Thanks to my friend Chuck Stuart in Idaho Falls for the heads-up to an article in Soccer America (Jan. 31, 2012). To quote him: "When I read it, my jaw just dropped - the advice in the article just seems to go completely against what I would expect to be the correct actions of the referee."
Chuck's instincts are accurate. The article offers bad advice that violates the LOTG, and if that advice is allowed to be widely publicized, it could lead to widespread corruption of the game and its laws. And it is all to do with the simple act of a referee overruling an assistant about a flag raised to indicate an offside infraction. [I have written to Soccer America suggesting they publish a correction.]
As the referee remarked: "Clearly, the assistant and I did not work as a team on this important call." Well, I'm not sure; teamwork sometimes involves waving off an incorrect or unneeded signal. In this case the referee should have waved the flag down, but in the article the referee wrote that instead of waiting to see if there was an infraction, he should have gone with the AR's interpretation. Why? Because, he says, the game became difficult after that point.
Then, remembering his discomfort on the day of that match, he added this egregious piece of defective advice, and he has stuck with that opinion for more than two decades (!):
When I saw those words, I cried in a whisper at that image, that unwholesome vision—I cried out twice, a cry that was no more than a breath—"The horror! The horror!" [With apologies to Joseph Conrad; see Heart of Darkness.]
The referee, afraid that there would be a fuss over the supposed offside, recommends perverting the laws rather than learning to deal with management of his own emotions. I could write a long discourse over this "advice", which is impossible to administer ("Just a minute, lads, I need to do a quick survey of all twenty-two of you to see what you think of this decision.") but I will spare the reader and leave you with a summary:
1. The referee is supposed to overrule an assistant who make a wrong decision, or gives an unwise flag. Remember that assistants provide only information, the referee alone makes the decision.
2. The referee's first responsibility is not the comfort of the officials, but the correct administration of the officiating.
3. If this referee had done what he now recommends, he would have called back a perfectly legal goal, the scoring of which involved no breach of the law. Is that how Mr. Vogt thinks refereeing is supposed to be done? Violate the laws as he sees fit?
Tomorrow: How to talk your way out of a flag raised inappropriately.
Battle scarred referees prefer to avoid conflicts with players and assistants. Always going with the flag avoids conflicts. But, aren't courageous decisions the essence of a good referee?
My experience is that I never have been wrong in waving down an offside flag and never have been right in calling an unflagged offside. Inevitably, post match discussions will reveal for the overruled flag that the AR raised the flag too soon because the ball was ignored by the PIOP and then played by someone in onside position or because the AR didn't know that a defender had last played (possessed/controlled) the ball. The discussions also reveal, to my horror, that on the called "unflag," I failed to see the trailing defender far away from play.
Perhaps the wiser advice is to go with the unflag.-----------------------------------------Dennis: Your note reads as though you have talked yourself into agreeing with me. Bob.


Work to be completed
Repeat exactly the lines that begin at the one containing "Identify the location of a: Documentation." and end at the final line of the records; include no pictures and nothing else.

Supplied data
┄┄┄┄┄┄┄┄┄┄┄┄┄┄┄┄┄┄┄┄
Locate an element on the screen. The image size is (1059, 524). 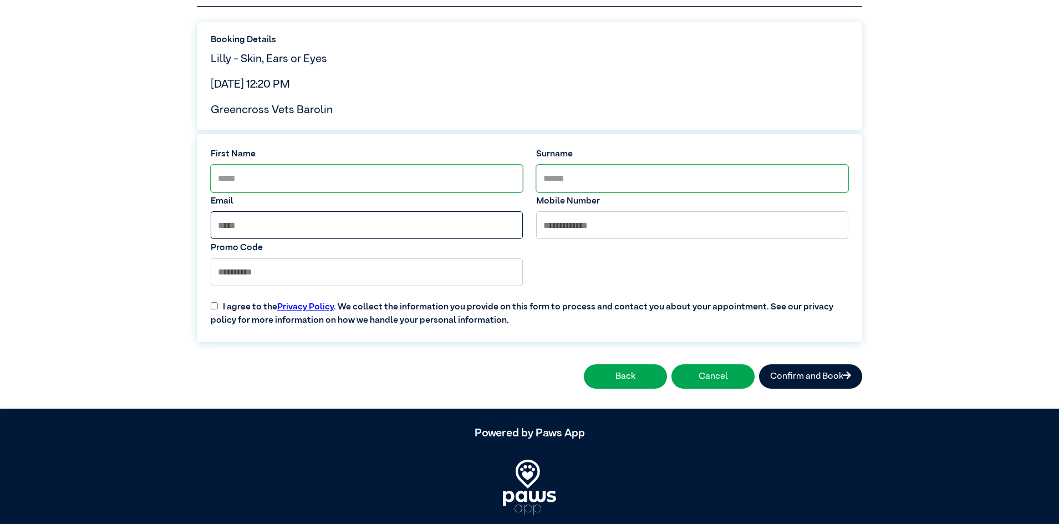
label: Booking Details is located at coordinates (530, 40).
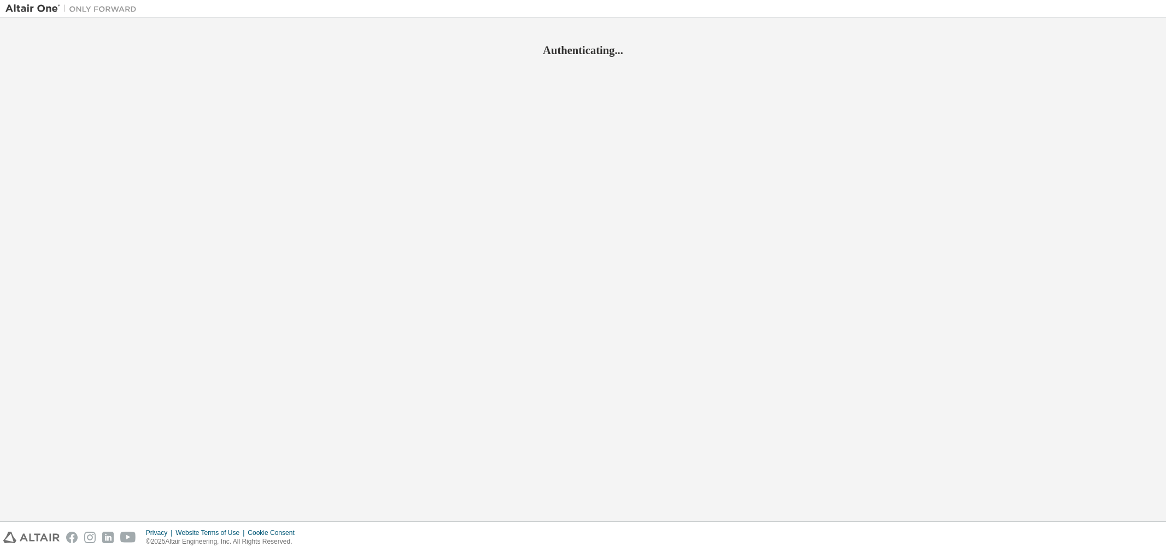 This screenshot has width=1166, height=553. I want to click on p: © 2025 Altair Engineering, Inc. All Rights Reserved., so click(224, 542).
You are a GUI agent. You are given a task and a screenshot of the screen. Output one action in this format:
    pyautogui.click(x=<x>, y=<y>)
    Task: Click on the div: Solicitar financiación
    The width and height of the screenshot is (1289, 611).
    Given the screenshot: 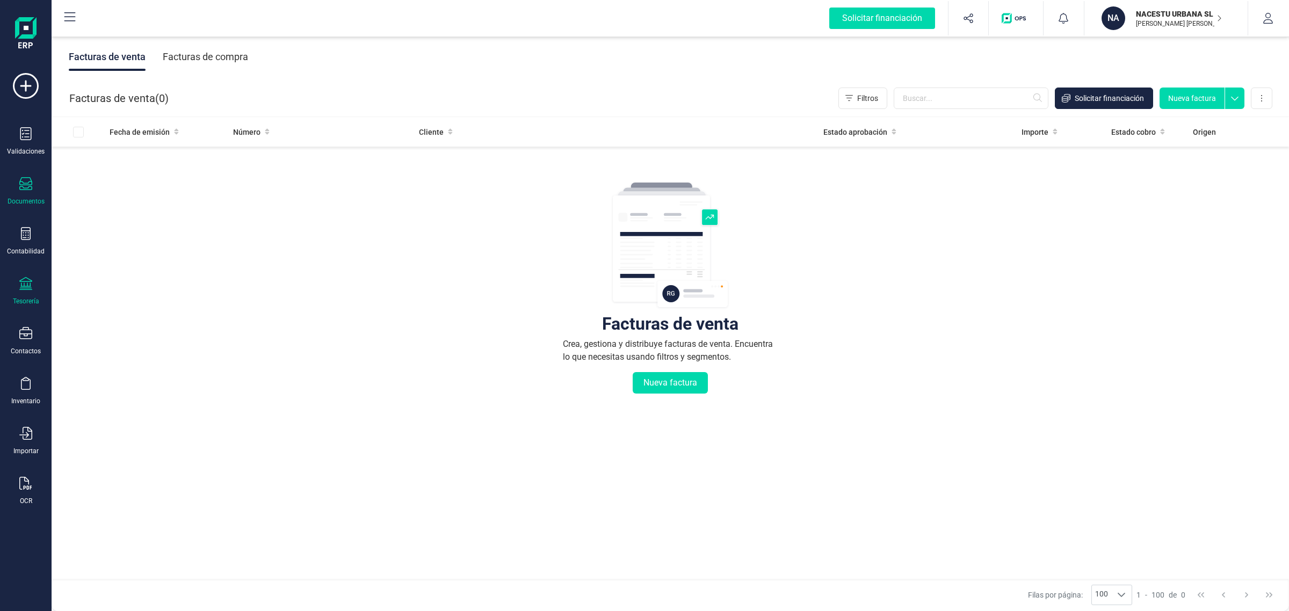 What is the action you would take?
    pyautogui.click(x=882, y=18)
    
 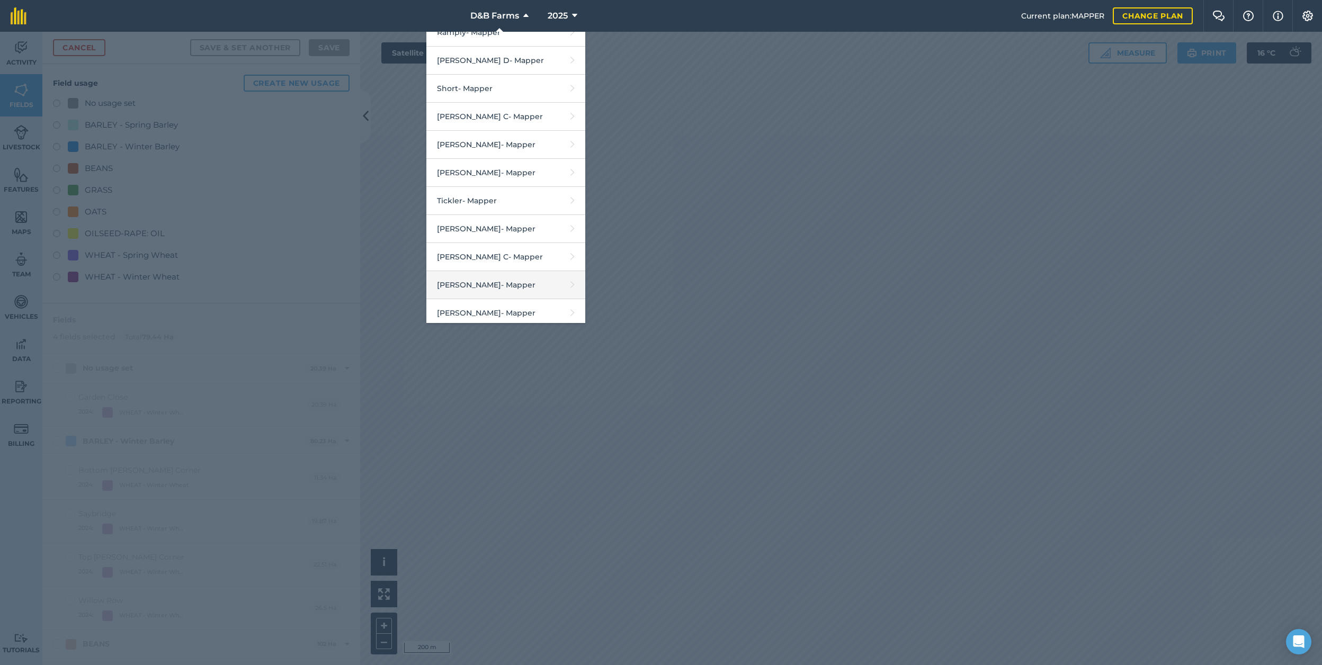 I want to click on a: Ramply- Mapper, so click(x=506, y=32).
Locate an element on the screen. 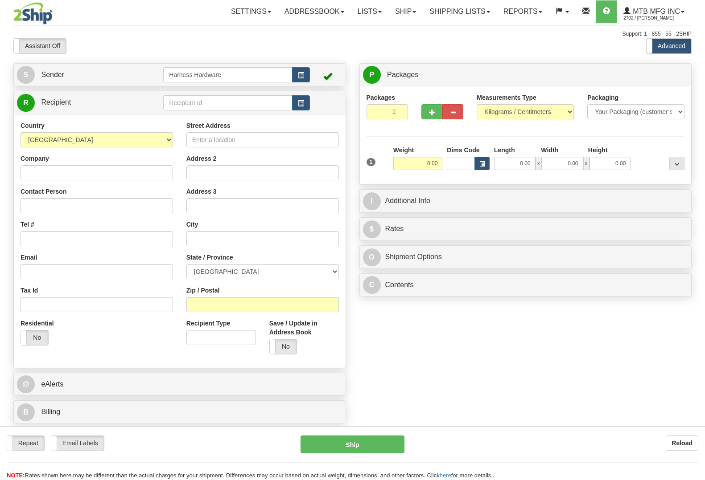  label: Dims Code is located at coordinates (463, 150).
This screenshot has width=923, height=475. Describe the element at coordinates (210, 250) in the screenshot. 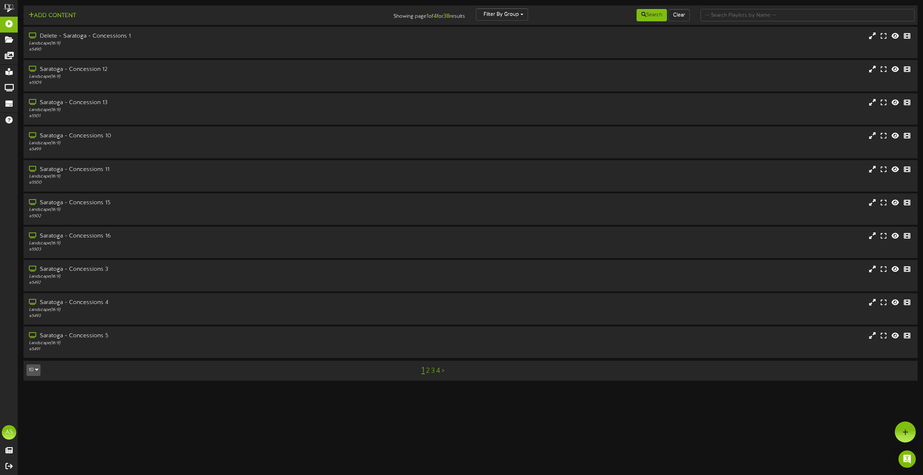

I see `div: # 5503` at that location.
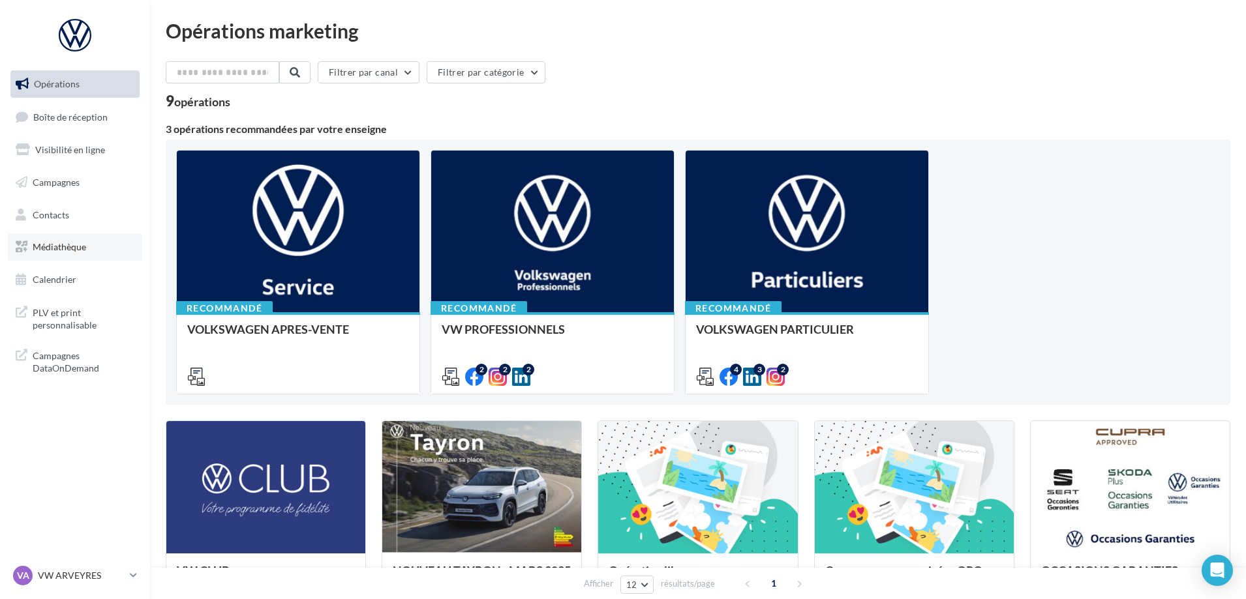 The image size is (1246, 599). Describe the element at coordinates (81, 576) in the screenshot. I see `p: VW ARVEYRES` at that location.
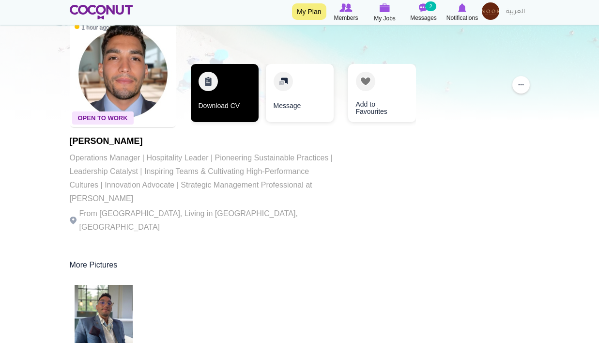 The image size is (599, 346). What do you see at coordinates (346, 8) in the screenshot?
I see `img: Browse Members` at bounding box center [346, 8].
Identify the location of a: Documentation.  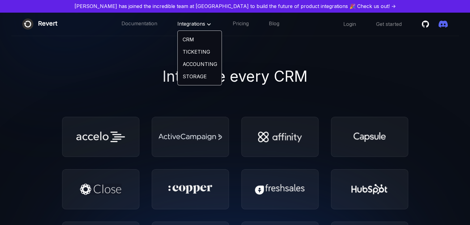
(139, 24).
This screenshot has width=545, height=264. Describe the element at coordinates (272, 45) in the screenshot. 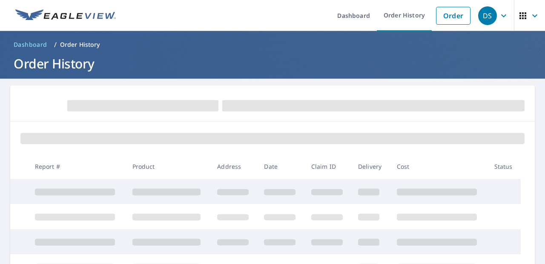

I see `nav: breadcrumb` at that location.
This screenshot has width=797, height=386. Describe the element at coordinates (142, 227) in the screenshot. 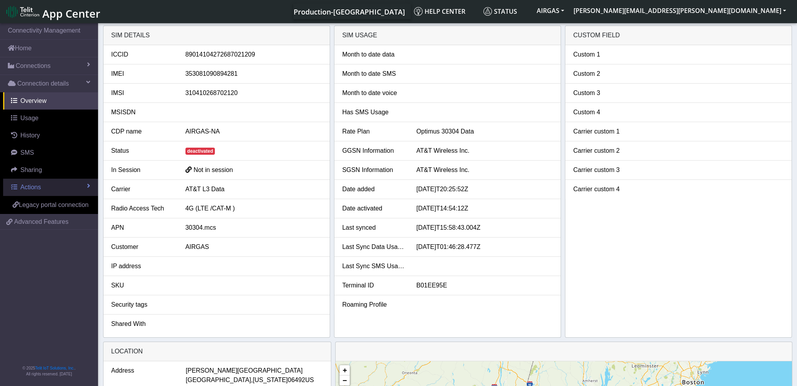

I see `div: APN` at that location.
┄┄┄┄┄┄┄┄┄┄┄┄┄┄┄┄┄┄┄┄
Answer section
Identify the location of a: Documentation.  
(139, 24).
This screenshot has width=545, height=264. Describe the element at coordinates (272, 45) in the screenshot. 

I see `nav: breadcrumb` at that location.
This screenshot has width=797, height=386. Describe the element at coordinates (142, 227) in the screenshot. 

I see `div: APN` at that location.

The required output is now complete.